June 22, 2014

Science: How can you know the latest science?

Last night I got a question and comment about science. In short, it was, "how do non-scientist people know the content of recent science? The Government does not seem to be doing good job to let people know the result, does it?"

To track the latest of contemporary science, you got to know where to look at. I'll write a little bit about how the results are disseminated to researchers and to the public.

I don't know how the rocket science people do it, though. I'll answer his question with an example of cancer and food relationship in my study field; Carcinogenesis and Cancer Chemoprevention.

In cancer chemoprevention research field, there are a few major questions. 

One question is, "what diet compound or drug is good to prevent a (specific) cancer". Be it colon, lung, liver, pancreas....the research field is sectioned by organ.

We cannot use people for medical experiments for obvious reasons. Only solid preclinical results with strong rationale may allow testing in human clinical trials. 

So, scientists have a set of model systems for each organ, that are supposed to reflect human's. The model may be a transgenic mouse model that develop a particular type of cancer. The model may be rats treated with a set of chemicals that challenge and cause specific condition, like colitis or cancer in liver or colon or other organs....you get the picture? 

Then scientists test a diet, dietary compound/chemical, or a drug (experimental or established) on the model, and see whether the cancer or the condition is improved. In case of cancer, incidence, size and multiplicity are main things to monitor.

Another major question is somewhat more academic; How does cancer come into being? Research on the mechanistic aspect of carcinogenesis is critical to come up with a new hypothesis that may lead to a new cancer prevention, diagnosis and/or therapy.

Anyways, researchers do the research, and get the results. Let's say it's time to publish the results.

The results are disseminated in three tiers. Tier 1; Primary publications that appear in specialized scientific journals after peer review, and tier 2 and 3; secondary and the downstream publications, as in public relations document or an article in newspaper or health magazine.

Tier 1 publications can be viewed or searched through Pubmed (http://www.ncbi.nlm.nih.gov/pubmed). It's the  government-maintained database for publications in medical science. If you want to know a latest publication for, say, colon cancer, go there, type in the key words, and you get 107896 hits as of today. I consider academic/medical textbooks as tier 1, too.

Tier 2 and 3 publications play a major role in communicating the scientific "results" to non-scientists and lay people.

In terms of colon cancer chemoprevention, there is a curatorial site maintained by French scientists.  http://www7.inra.fr/internet/Projets/reseau-nacre/sci-memb/corpet/indexan.html

For more general result, some cancer centers are including diet advice based on research publications.

An example is this one at the Sloan Kettering Memorial Cancer Center.
http://www.mskcc.org/cancer-care/integrative-medicine/about-herbs

And of course the National Cancer Institute (NCI).
An example page.  http://www.cancer.gov/cancertopics/factsheet/diet

Some organizations have a focus on investigating relationship between cancer and nutrition and/or lifestyle (e.g. exercise).

American Institute for Cancer Research (AICR) is an example. http://www.aicr.org/

American Cancer Society (ACS) (http://www.cancer.org/) provides good amount of educational information about cancer.

There are many more. Once you hit the right place, there are many links you can follow.

Looking at the contents of the tier 1 and/or 2 publications, science writers, magazine columnists and bloggers write their articles (tier 3). It's something like,

Livestrong foundation  http://www.livestrong.com/
Health magazine   http://www.health.com/health/service/magazine

I say wikipedia is tier 3 source, because the writers accountable for the articles are unidentifiable.

The lower the tier, the message is more generalized and easier to understand, but perhaps less accurate.

"Miracle cure" diet supplements and all are, in many cases, baseless and unsupported by solid science. Don't fall for that.


If you want to know the contents of near-future science, you can track and have a glimpse of the contents of currently funded research (meaning, the results may not be published, yet). Abstracts of Government-funded grants are searchable.


Hope this answers the question and helps to look for more solid information we scientists rely on.

Science does make progress, and today's tier 1 information may be revised in the future. But it will always help to know how to distinguish tier 1, 2 and 3.

PS
 In addition, there is tier 0, personal communication among the researchers in the field. But it doesn't have to be publicized, does it?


[ASSIGNMENT]:
For each line below that holds "window", return the line as it stands.

▽

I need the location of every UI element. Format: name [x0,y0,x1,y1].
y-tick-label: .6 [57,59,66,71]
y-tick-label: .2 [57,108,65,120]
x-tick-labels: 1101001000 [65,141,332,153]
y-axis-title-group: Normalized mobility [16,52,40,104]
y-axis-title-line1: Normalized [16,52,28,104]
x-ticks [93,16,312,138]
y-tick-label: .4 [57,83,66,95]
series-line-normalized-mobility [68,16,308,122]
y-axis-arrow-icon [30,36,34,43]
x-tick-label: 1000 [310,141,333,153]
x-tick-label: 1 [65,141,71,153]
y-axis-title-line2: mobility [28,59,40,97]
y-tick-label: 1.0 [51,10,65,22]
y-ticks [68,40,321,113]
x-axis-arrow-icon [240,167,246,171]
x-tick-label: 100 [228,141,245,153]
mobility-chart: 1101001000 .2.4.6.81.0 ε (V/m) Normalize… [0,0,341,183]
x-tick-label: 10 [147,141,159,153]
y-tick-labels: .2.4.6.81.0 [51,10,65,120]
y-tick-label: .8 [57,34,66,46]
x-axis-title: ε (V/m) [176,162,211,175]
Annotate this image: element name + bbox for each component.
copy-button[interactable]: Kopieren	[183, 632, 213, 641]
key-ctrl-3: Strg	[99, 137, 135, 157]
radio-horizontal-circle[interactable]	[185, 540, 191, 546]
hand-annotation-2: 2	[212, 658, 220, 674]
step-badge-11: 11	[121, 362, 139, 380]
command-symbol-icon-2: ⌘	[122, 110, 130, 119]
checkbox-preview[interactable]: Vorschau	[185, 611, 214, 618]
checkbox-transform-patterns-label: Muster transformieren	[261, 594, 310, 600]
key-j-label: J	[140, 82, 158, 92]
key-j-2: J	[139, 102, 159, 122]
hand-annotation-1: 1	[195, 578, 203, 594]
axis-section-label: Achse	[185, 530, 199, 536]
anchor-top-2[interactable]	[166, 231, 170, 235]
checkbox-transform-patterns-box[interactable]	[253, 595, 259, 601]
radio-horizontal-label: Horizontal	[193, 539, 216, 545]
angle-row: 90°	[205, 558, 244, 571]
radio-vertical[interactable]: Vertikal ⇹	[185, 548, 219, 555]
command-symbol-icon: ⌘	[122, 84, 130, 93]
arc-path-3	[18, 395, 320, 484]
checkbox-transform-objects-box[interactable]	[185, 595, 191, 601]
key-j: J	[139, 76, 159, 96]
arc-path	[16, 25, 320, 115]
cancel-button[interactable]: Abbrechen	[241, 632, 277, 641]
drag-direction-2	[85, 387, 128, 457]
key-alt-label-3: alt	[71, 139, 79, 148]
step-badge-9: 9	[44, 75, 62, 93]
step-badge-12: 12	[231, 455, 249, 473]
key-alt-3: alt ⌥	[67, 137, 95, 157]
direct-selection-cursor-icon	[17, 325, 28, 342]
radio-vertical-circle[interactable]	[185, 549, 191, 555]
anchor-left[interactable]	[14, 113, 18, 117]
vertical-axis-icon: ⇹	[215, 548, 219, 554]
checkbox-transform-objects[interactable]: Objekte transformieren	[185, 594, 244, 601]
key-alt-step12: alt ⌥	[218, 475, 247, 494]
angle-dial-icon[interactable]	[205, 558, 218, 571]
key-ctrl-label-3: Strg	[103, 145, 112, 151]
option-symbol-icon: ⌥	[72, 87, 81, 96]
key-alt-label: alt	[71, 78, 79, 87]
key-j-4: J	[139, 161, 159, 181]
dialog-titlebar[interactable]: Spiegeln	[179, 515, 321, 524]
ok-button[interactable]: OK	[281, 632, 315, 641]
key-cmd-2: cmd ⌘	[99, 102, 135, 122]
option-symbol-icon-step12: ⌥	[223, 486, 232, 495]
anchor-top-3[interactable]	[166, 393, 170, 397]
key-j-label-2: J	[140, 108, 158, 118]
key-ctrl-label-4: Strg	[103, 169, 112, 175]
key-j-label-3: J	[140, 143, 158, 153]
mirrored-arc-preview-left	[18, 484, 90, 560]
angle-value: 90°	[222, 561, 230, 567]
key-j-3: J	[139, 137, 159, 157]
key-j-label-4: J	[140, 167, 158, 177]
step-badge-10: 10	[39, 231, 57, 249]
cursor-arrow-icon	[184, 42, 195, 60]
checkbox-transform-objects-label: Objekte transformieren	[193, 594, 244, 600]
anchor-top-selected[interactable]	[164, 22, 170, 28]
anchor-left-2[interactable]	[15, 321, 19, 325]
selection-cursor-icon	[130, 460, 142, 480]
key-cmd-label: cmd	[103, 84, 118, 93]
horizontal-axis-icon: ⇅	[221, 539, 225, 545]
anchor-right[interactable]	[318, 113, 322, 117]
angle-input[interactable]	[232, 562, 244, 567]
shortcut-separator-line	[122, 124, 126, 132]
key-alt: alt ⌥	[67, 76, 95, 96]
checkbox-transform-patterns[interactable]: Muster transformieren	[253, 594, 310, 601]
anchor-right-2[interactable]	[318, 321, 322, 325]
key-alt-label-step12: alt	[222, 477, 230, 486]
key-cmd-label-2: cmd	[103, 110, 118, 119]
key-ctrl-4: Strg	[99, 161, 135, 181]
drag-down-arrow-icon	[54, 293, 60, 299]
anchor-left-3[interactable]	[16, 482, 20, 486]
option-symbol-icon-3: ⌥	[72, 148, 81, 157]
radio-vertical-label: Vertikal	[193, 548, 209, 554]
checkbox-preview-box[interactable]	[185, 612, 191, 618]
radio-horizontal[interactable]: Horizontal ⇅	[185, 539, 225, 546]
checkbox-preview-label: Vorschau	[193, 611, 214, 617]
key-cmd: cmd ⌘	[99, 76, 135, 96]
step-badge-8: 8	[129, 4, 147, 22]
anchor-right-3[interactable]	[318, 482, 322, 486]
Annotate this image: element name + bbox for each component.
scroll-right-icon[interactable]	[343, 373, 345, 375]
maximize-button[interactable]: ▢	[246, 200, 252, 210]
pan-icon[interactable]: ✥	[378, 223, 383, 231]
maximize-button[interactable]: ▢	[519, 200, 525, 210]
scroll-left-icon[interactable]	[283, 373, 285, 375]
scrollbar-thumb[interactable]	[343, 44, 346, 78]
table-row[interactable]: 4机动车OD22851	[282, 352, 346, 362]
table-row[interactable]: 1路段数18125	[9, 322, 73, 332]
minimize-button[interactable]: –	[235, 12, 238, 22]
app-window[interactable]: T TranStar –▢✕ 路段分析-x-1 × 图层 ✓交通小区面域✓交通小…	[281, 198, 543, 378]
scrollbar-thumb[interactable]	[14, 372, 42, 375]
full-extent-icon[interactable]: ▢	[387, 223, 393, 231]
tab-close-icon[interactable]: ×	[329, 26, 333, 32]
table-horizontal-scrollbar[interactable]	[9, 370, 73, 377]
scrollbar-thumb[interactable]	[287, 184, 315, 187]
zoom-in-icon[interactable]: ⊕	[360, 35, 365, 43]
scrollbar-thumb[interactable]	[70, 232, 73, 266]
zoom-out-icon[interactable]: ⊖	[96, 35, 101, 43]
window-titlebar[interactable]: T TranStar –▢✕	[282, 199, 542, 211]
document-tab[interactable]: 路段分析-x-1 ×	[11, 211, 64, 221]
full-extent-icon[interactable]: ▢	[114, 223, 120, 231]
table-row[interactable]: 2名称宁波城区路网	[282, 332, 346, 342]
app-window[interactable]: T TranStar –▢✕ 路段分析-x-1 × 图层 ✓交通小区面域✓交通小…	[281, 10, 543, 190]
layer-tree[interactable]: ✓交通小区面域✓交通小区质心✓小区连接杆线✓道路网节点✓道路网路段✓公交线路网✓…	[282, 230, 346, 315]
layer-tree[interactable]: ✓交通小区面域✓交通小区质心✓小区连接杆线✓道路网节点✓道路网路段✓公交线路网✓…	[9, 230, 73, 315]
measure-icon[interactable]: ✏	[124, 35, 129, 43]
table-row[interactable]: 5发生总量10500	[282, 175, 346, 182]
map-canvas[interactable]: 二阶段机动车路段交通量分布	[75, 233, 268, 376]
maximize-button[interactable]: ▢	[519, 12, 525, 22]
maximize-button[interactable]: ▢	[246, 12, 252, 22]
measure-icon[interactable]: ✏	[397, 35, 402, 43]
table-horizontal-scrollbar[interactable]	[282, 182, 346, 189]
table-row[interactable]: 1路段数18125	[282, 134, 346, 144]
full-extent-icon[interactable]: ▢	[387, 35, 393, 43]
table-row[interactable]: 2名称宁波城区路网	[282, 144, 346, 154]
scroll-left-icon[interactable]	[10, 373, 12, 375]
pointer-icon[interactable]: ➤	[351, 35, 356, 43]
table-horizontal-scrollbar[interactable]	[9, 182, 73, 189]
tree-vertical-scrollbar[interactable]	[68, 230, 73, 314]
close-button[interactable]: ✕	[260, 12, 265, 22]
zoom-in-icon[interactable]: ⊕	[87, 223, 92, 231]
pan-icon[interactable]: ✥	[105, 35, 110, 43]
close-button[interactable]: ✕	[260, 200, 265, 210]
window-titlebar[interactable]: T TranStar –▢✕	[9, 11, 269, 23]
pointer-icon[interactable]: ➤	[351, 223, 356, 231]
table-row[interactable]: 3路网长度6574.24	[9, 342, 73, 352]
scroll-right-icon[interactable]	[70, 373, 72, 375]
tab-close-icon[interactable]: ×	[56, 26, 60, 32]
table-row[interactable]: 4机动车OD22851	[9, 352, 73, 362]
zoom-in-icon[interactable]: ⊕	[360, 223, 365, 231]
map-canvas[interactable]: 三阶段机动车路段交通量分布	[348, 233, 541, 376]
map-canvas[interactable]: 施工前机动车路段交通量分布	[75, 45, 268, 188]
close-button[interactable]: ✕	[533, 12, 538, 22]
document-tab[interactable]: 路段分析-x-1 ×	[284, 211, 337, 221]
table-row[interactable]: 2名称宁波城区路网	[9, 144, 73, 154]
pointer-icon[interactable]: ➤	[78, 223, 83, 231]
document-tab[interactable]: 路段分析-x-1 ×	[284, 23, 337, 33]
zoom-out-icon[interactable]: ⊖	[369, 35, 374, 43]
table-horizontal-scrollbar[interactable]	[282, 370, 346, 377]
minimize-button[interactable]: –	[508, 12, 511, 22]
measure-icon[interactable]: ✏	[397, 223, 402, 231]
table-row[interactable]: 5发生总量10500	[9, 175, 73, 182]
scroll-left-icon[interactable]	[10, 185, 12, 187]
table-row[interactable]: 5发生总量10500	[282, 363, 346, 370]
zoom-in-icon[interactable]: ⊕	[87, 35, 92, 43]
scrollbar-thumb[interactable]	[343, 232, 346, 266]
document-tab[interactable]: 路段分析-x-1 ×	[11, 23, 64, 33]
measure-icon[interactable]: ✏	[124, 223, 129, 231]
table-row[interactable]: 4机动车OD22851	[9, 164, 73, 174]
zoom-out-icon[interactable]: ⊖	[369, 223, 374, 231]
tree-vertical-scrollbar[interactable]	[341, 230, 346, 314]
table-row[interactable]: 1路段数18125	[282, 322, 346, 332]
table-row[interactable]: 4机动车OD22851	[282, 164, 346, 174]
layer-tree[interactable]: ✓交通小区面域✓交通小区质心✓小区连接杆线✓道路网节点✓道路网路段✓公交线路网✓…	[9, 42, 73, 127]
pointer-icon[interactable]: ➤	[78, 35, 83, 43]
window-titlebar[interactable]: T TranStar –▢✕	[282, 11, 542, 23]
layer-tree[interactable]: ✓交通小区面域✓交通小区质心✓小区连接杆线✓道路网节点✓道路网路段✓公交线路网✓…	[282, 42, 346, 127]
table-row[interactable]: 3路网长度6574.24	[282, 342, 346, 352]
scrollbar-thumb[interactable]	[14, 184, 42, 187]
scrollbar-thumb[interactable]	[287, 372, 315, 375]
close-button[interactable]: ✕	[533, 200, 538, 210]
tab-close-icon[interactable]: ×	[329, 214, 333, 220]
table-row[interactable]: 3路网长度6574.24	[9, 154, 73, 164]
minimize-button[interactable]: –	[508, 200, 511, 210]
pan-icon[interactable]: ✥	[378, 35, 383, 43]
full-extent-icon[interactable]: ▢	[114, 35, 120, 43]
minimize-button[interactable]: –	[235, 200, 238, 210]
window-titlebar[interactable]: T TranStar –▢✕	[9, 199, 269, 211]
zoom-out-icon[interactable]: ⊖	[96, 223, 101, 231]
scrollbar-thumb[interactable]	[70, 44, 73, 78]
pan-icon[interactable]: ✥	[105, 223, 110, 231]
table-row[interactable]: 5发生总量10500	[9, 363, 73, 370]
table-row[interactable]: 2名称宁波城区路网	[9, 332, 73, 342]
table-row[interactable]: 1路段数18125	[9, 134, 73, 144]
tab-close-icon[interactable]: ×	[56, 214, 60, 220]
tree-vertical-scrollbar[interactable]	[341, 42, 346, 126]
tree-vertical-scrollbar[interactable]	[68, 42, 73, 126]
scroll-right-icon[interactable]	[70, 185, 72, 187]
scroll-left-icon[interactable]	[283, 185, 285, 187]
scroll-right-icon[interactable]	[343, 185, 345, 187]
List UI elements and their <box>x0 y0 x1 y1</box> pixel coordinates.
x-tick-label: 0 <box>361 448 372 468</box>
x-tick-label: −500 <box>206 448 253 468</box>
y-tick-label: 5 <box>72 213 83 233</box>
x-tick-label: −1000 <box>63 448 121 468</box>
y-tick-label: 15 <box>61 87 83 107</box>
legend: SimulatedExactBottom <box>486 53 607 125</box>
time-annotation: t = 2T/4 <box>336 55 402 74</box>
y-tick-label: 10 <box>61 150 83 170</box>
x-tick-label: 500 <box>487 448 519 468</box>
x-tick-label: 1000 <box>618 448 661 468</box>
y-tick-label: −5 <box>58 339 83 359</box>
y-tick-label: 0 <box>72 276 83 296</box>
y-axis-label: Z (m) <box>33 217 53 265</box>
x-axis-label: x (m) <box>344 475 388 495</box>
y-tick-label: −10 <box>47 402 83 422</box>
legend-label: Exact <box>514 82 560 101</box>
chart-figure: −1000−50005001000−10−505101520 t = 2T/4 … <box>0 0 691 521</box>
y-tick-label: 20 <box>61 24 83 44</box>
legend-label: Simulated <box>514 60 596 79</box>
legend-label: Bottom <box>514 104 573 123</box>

△

[ANSWER FOR THIS EXERCISE]:
app-window[interactable]: T TranStar –▢✕ 路段分析-x-1 × 图层 ✓交通小区面域✓交通小…	[281, 198, 543, 378]
window-titlebar[interactable]: T TranStar –▢✕	[282, 199, 542, 211]
app-window[interactable]: T TranStar –▢✕ 路段分析-x-1 × 图层 ✓交通小区面域✓交通小…	[281, 10, 543, 190]
window-titlebar[interactable]: T TranStar –▢✕	[9, 11, 269, 23]
window-titlebar[interactable]: T TranStar –▢✕	[282, 11, 542, 23]
window-titlebar[interactable]: T TranStar –▢✕	[9, 199, 269, 211]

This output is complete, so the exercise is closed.